0000011111101→ 0 3 100000 OOPS!

0 4 10000
In this example, 253 is converted to 16 x 2
4 = 256, which is indeed the closest Floating Point
number. Note that the overflow possibility can be detected either before or after the
addition of the rounding bit.

When rounding very large linear encodings, such as 4095 = [0_1111_1111_1111], the
exponent may be incremented beyond 7, to 8, which cannot be stored in the exponent field.
Our solution to this problem is to use the largest possible Floating Point
Representation.

Overall Design

Note: the diagram below is just a recommendation, your actual design may follow a
different architecture of your choice.
An overall block diagram for the floating-point conversion circuit is shown below:
The first block converts the 13-bit two’s-complement input to sign-magnitude
representation. Nonnegative numbers (sign bit 0) are unchanged, while negative numbers
are replaced by their absolute value.

As you should know, the negative of a number in
twos’-complement representation can be found by complementing (inverting) all bits, then
incrementing (adding 1) to this intermediate result. One problem case is the most negative
number, -4096 = (1_0000_0000_0000); when complement-increment is applied, the result
is 1_0000_0000_0000, which looks like -4096 instead of +4096. Make sure you handle it
well.

The second block performs the basic linear to Floating Point conversion. The Exponent
output encodes the number of leading zeroes of the linear encoding, as shown in table A
above. To count the leading zeroes, we recommend you implement a priority encoder. The
Significand output is obtained by right shifting the most significant input bits from bit
positions 0 to 7. What this means is that each bit of the Significand comes from one of 8
possible magnitude bits.

The third block performs rounding of the Floating Point Representation. If the 6th bit
following the last leading 0 of the intermediate Floating Point Representation is 1, the
Significand is incremented by 1. If the Significand overflows, then we shift the Significand
right one bit and increase the Exponent by 1.

Deliverables

When you finish, the following should be submitted for this lab:
1. Verilog source code for the “FPCVT” module. The file should be named exactly as
“FPCVT.v” and the module and port names should exactly match names defined in
the Overview section (see the table on the first page).
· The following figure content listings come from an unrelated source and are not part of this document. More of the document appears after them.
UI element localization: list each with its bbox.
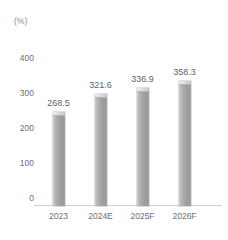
y-axis-tick-label: 300 — [20, 89, 34, 98]
x-axis-category-label: 2025F — [130, 212, 154, 221]
bar[interactable]: 358.3 — [179, 81, 191, 206]
y-axis-tick-label: 100 — [20, 158, 34, 167]
bar-top-highlight — [137, 88, 149, 92]
y-axis-tick-label: 400 — [20, 54, 34, 63]
bar-slot: 321.62024E — [80, 56, 121, 206]
bar-top-highlight — [179, 81, 191, 85]
bar-slot: 358.32026F — [164, 56, 205, 206]
bar-top-highlight — [95, 94, 107, 98]
scan-artifact-strip — [0, 0, 228, 6]
bar-value-label: 358.3 — [173, 68, 196, 77]
bar[interactable]: 268.5 — [53, 112, 65, 206]
bar-slot: 268.52023 — [38, 56, 79, 206]
x-axis-category-label: 2024E — [88, 212, 113, 221]
y-axis-tick-label: 200 — [20, 123, 34, 132]
x-axis-category-label: 2026F — [172, 212, 196, 221]
y-axis-tick-label: 0 — [29, 193, 34, 202]
bar-value-label: 321.6 — [89, 81, 112, 90]
bar-top-highlight — [53, 112, 65, 116]
bar-value-label: 268.5 — [47, 99, 70, 108]
bar-chart: (%) 4003002001000 268.52023321.62024E336… — [0, 0, 228, 240]
plot-area: 4003002001000 268.52023321.62024E336.920… — [38, 56, 222, 206]
bar[interactable]: 321.6 — [95, 94, 107, 206]
bar[interactable]: 336.9 — [137, 88, 149, 206]
bar-group: 268.52023321.62024E336.92025F358.32026F — [38, 56, 222, 206]
bar-value-label: 336.9 — [131, 75, 154, 84]
bar-slot: 336.92025F — [122, 56, 163, 206]
x-axis-category-label: 2023 — [49, 212, 68, 221]
y-axis-unit-label: (%) — [14, 16, 27, 26]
It is very important as your
code is automatically evaluated. Also note that, this code should be completely
synthesizable and define all submodules within the same verilog file (i.e., FPCVT.v
contains the definition of your top module and all submodules used).

2. Verilog testbench you used to evaluate your design. Note that your testbench is
graded based on the cases it covers and also ideas used to make sure all important
corner cases are being covered. Please name the file “testbench_UID.v” where UID is
your UCLA ID.

3. Lab Report should be consisting of explanations about your module and testbench
design as well as ISE Design Overview Summary Report. Explain ideas you used to
implement different blocks and how you test your design (e.g., which corner cases
you consider?).

Make sure to include schematics of your design that are drawn by
hand, not using the ISE tool . Please name your report “UID.pdf” where UID is your
UCLA ID. Simulation outputs should be included in the report as well.
4. Video Demo a 10 minute video showing your screen while you are explaining your
design logic as well as simulation outputs

Note: please upload items 1-4 above on CCLE submission form as separate files (do NOT
compress everything in a single file). CCLE limits the total submission size to 100MB.